2 Charged in Plot to Assassinate Saudi Ambassador to the United States.

Two men, Manssoor Arbabsiar and Gholam Shakuri, were charged in New York’s Southern District with conspiracy: to murder a foreign official, to engage in foreign travel and use of interstate and foreign commerce facilities in the commission of murder for hire, to use a weapon of mass destruction, and to commit an international act of terrorism transcending national boundaries. The plot and its unraveling, announced jointly by U.S. Attorney General Eric Holder and F.B.I. Director Robert S. Mueller, centered on a member of the Iranian special operations Qods Force, Gholam Shakuri, an Iranian citizen, conspiring with Arbabsiar, a 56-year old naturalized U.S. citizen holding both U.S. and Iranian passports, to hire a Mexican drug cartel to assassinate the Saudi Arabian ambassador to the United States. Unbeknownst to Arbabsiar or Shakuri, their contact with the Mexican drug cartel was an undercover U.S. D.E.A. agent. The plot to assassinate the Saudi ambassador to the U.S. unfolded from Spring 2011 until October 2011, with Gholam Shakuri and Arbabsiar going so far as to make a down payment to the undercover D.E.A. agent to the tune of $100,000 dollars for the assassination plot. The price for the assassination of the Saudi ambassador was $1.5 million, and the D.E.A. agent had originally requested half of the total sum. Arbabsiar was caught upon a layover flight at New York’s J.F.K. Airport after having been denied entry to Mexico on a rendevous with the undercover agent. In detailing discussions between the undercover agent and Arbabsiar regarding the number of casualties a bomb would cause, Arbabsiar expressed no concern over how many lives would be lost so long as the Saudi ambassador was killed. After being taken into custody at J.F.K., Arbabsiar agreed to work with the U.S. and confessed to the plot and his links to Gholam Shakuri, who remains, it is believed, in Iran. Iran’s Qods Force is one of the many branches of the Iranian Islamic Revolutionary Guard Corps. and specializes in operations abroad.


* [Task to complete]: After finding the line that holds "Image resolution: width=747" below, set down that line and the rest through the final one exactly, leaving the pictures out.

[Opening Input data section]

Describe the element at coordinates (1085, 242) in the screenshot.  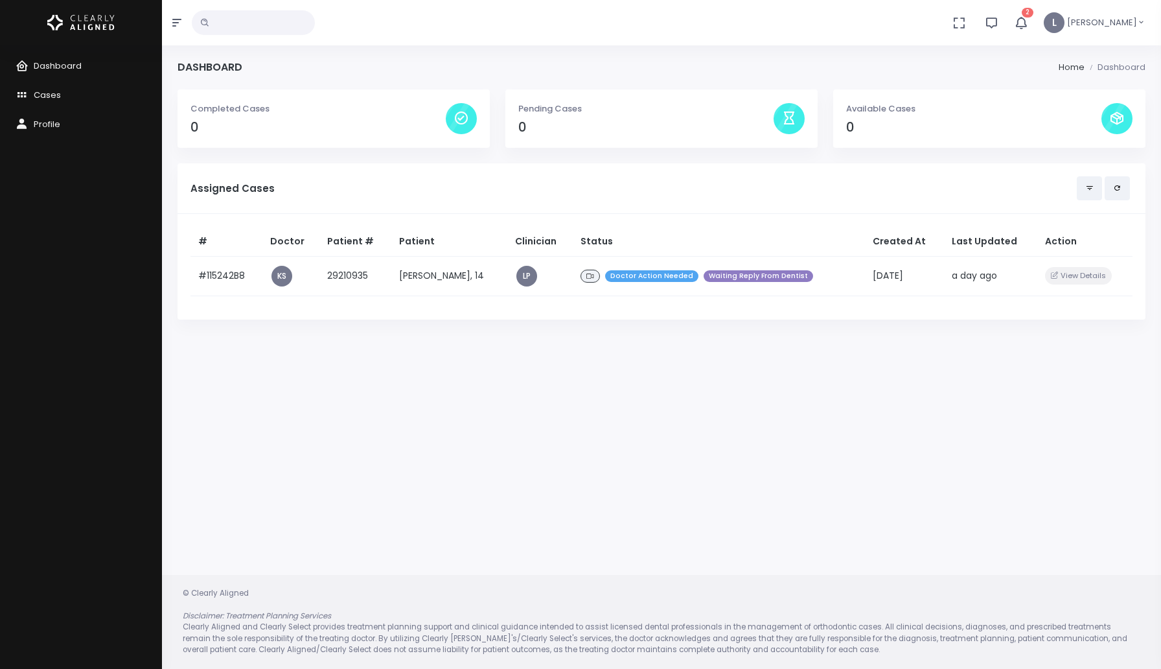
I see `th: Action` at that location.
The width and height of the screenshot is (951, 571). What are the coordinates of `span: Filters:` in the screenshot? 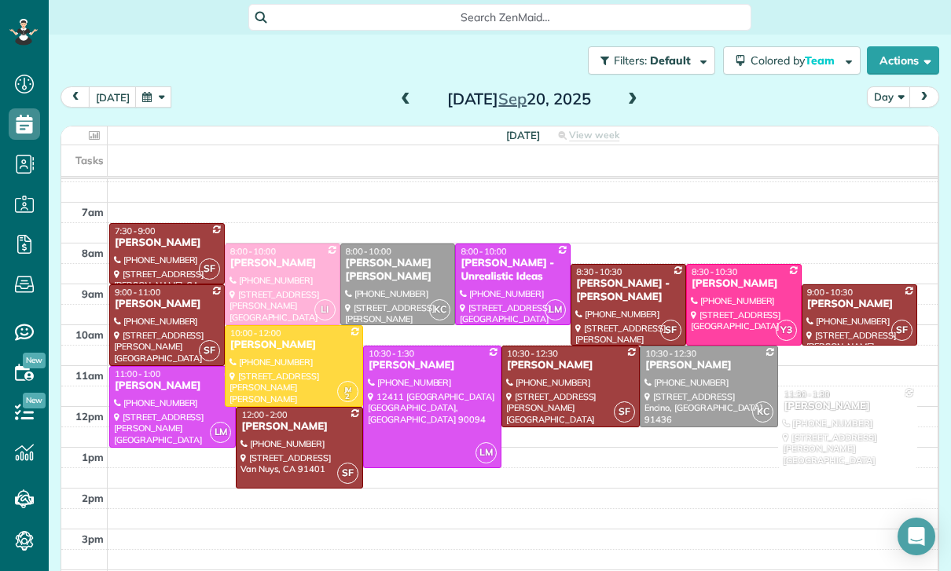 It's located at (630, 60).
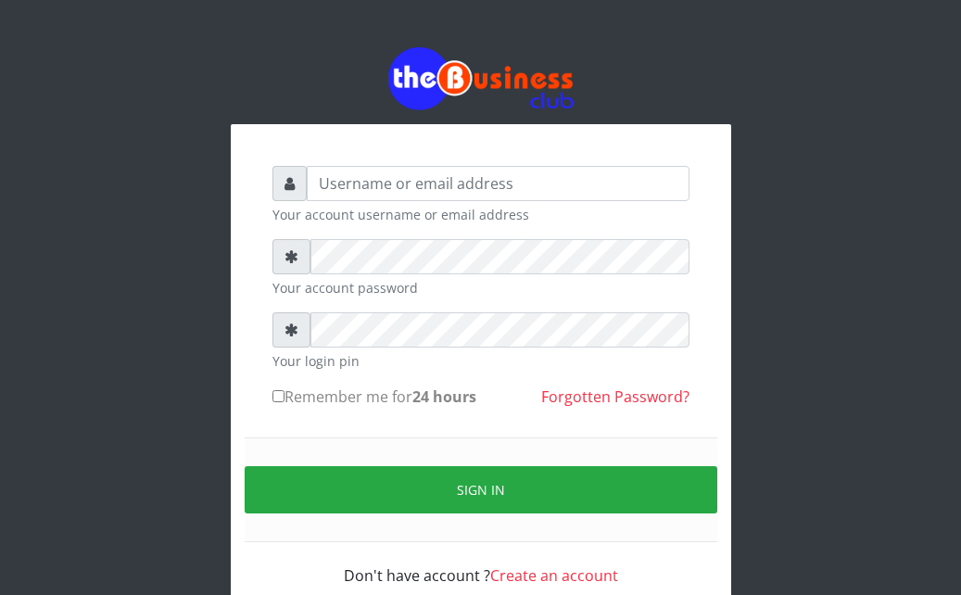 The image size is (961, 595). I want to click on b: 24 hours, so click(444, 397).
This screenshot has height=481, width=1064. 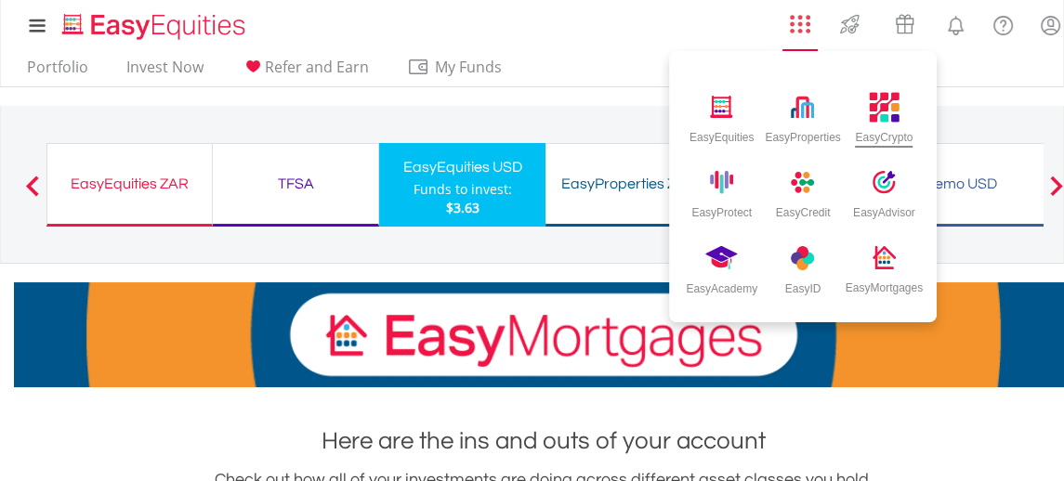 I want to click on div: EasyEquities, so click(x=721, y=133).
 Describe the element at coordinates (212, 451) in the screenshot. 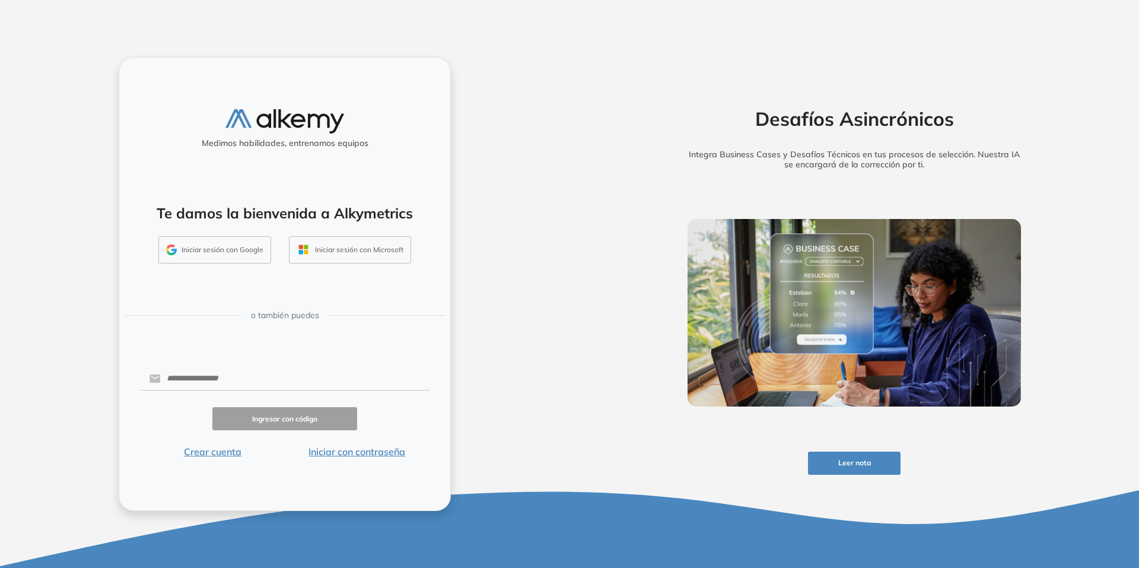

I see `button: Crear cuenta` at that location.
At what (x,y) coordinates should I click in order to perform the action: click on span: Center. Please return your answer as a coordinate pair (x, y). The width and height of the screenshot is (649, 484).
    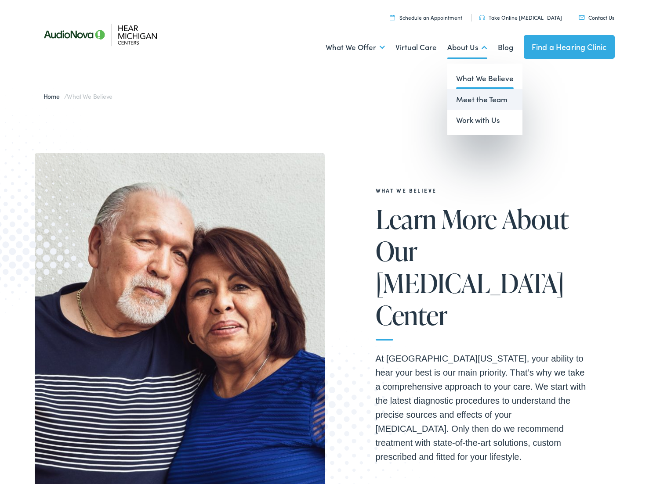
    Looking at the image, I should click on (411, 315).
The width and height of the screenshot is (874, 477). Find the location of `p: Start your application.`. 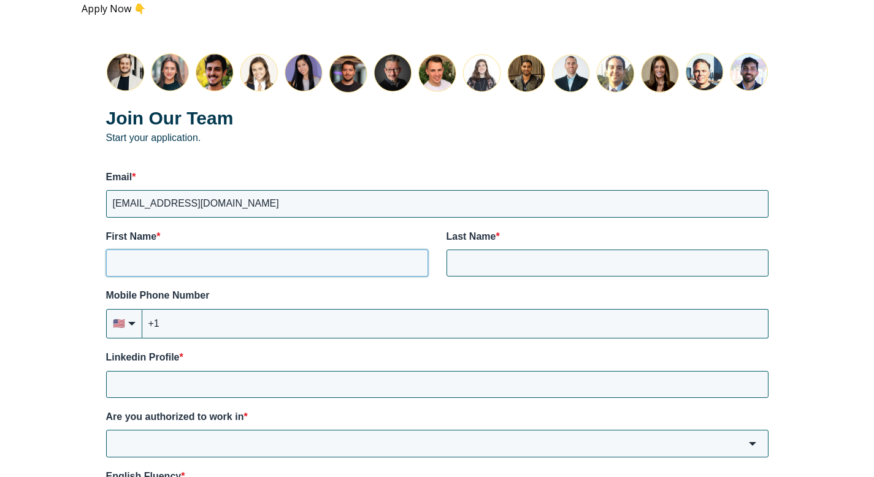

p: Start your application. is located at coordinates (437, 124).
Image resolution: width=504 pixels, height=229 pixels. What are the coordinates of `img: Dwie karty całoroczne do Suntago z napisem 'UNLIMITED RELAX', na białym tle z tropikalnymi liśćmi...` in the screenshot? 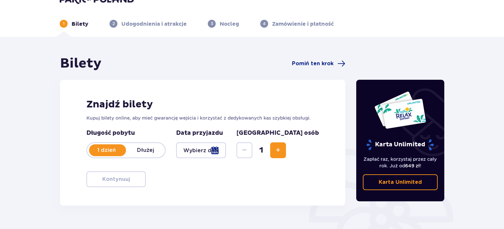 It's located at (400, 110).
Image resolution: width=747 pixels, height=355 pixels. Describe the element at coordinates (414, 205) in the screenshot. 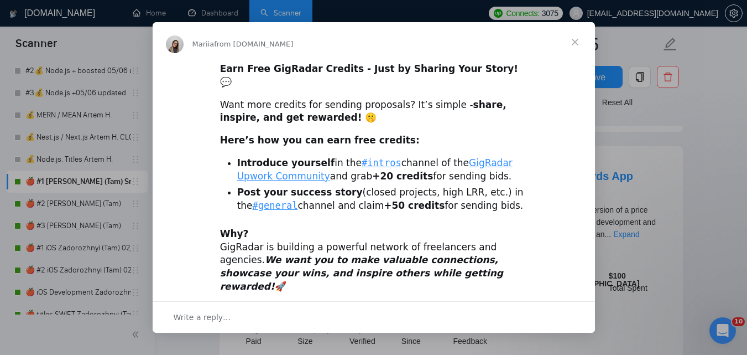

I see `b: +50 credits` at that location.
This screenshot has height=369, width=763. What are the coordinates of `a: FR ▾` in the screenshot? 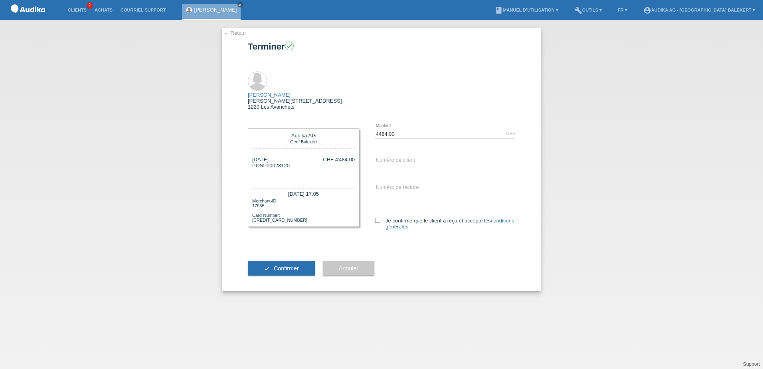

[Closing Input data section]

* [Result of this task]:
Image resolution: width=747 pixels, height=355 pixels. Describe the element at coordinates (414, 205) in the screenshot. 

I see `b: +50 credits` at that location.
This screenshot has height=369, width=763. What are the coordinates of `a: FR ▾` in the screenshot? 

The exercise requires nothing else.